While the lady abbess ordered refreshment, and conversed with the

Countess, Blanche withdrew to a window, the lower panes of which, being

without painting, allowed her to observe the progress of the storm over

the Mediterranean, whose dark waves, that had so lately slept, now came

boldly swelling, in long succession, to the shore, where they burst in

white foam, and threw up a high spray over the rocks. A red sulphureous

tint overspread the long line of clouds, that hung above the western

horizon, beneath whose dark skirts the sun looking out, illumined the

distant shores of Languedoc, as well as the tufted summits of the nearer

woods, and shed a partial gleam on the western waves. The rest of the

scene was in deep gloom, except where a sun-beam, darting between the

clouds, glanced on the white wings of the sea-fowl, that circled high

among them, or touched the swelling sail of a vessel, which was seen

labouring in the storm. Blanche, for some time, anxiously watched the

progress of the bark, as it threw the waves in foam around it, and, as

the lightnings flashed, looked to the opening heavens, with many a sigh

for the fate of the poor mariners.

The sun, at length, set, and the heavy clouds, which had long impended,

dropped over the splendour of his course; the vessel, however, was

yet dimly seen, and Blanche continued to observe it, till the quick

succession of flashes, lighting up the gloom of the whole horizon,

warned her to retire from the window, and she joined the Abbess, who,

having exhausted all her topics of conversation with the Countess, had

now leisure to notice her.

But their discourse was interrupted by tremendous peals of thunder;

and the bell of the monastery soon after ringing out, summoned the

inhabitants to prayer. As Blanche passed the window, she gave another

look to the ocean, where, by the momentary flash, that illumined the

vast body of the waters, she distinguished the vessel she had observed

before, amidst a sea of foam, breaking the billows, the mast now bowing

to the waves, and then rising high in air.

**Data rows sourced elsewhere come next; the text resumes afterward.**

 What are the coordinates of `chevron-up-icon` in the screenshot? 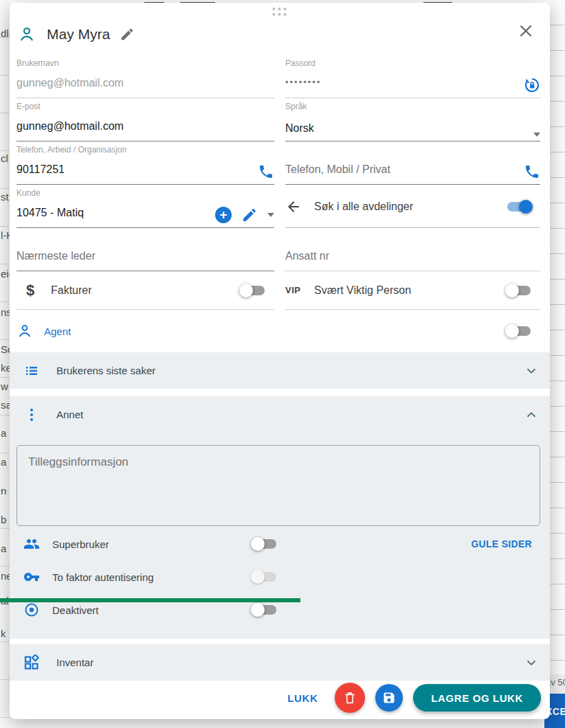 It's located at (531, 415).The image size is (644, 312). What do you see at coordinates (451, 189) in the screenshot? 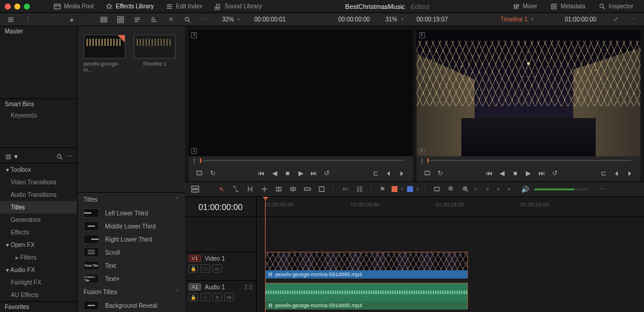
I see `zoom-out-icon` at bounding box center [451, 189].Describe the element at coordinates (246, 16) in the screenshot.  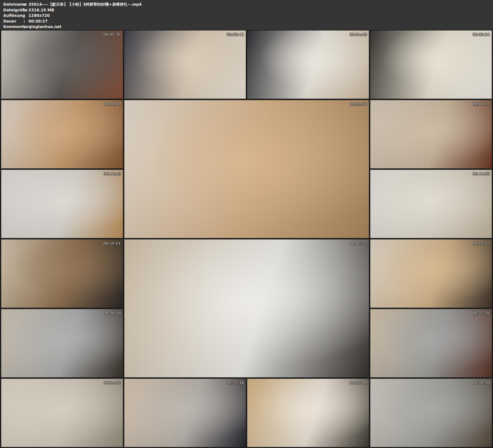
I see `file-info-row: Auflösung:1280x720` at that location.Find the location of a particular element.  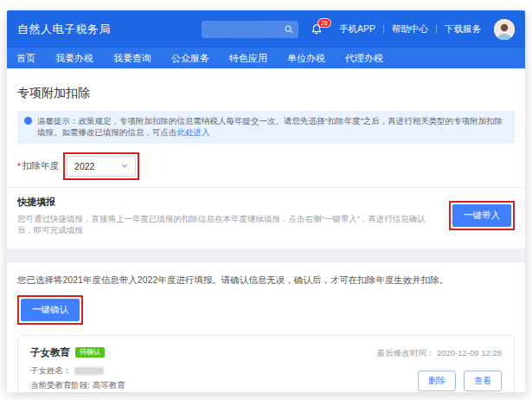

delete-button: 删除 is located at coordinates (437, 381).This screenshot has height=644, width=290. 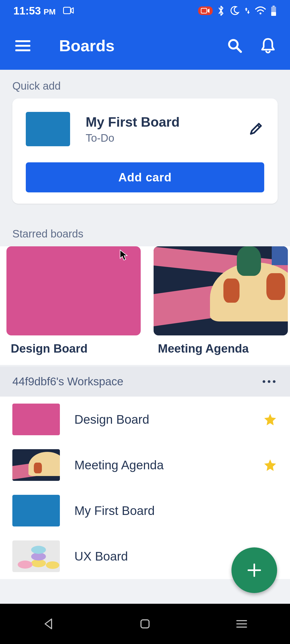 What do you see at coordinates (145, 511) in the screenshot?
I see `board-row-myfirst: My First Board` at bounding box center [145, 511].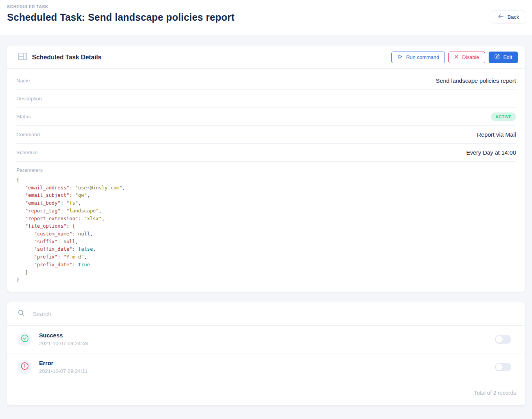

She sighed fervently as she gazed, and then followed the Lady Abbess

and the Countess to the chapel. Meanwhile, some of the Count's servants,

having gone by land to the chateau for carriages, returned soon after

vespers had concluded, when, the storm being somewhat abated, the Count

and his family returned home. Blanche was surprised to discover how much

the windings of the shore had deceived her, concerning the distance of

the chateau from the monastery, whose vesper bell she had heard, on the

preceding evening, from the windows of the west saloon, and whose towers

she would also have seen from thence, had not twilight veiled them.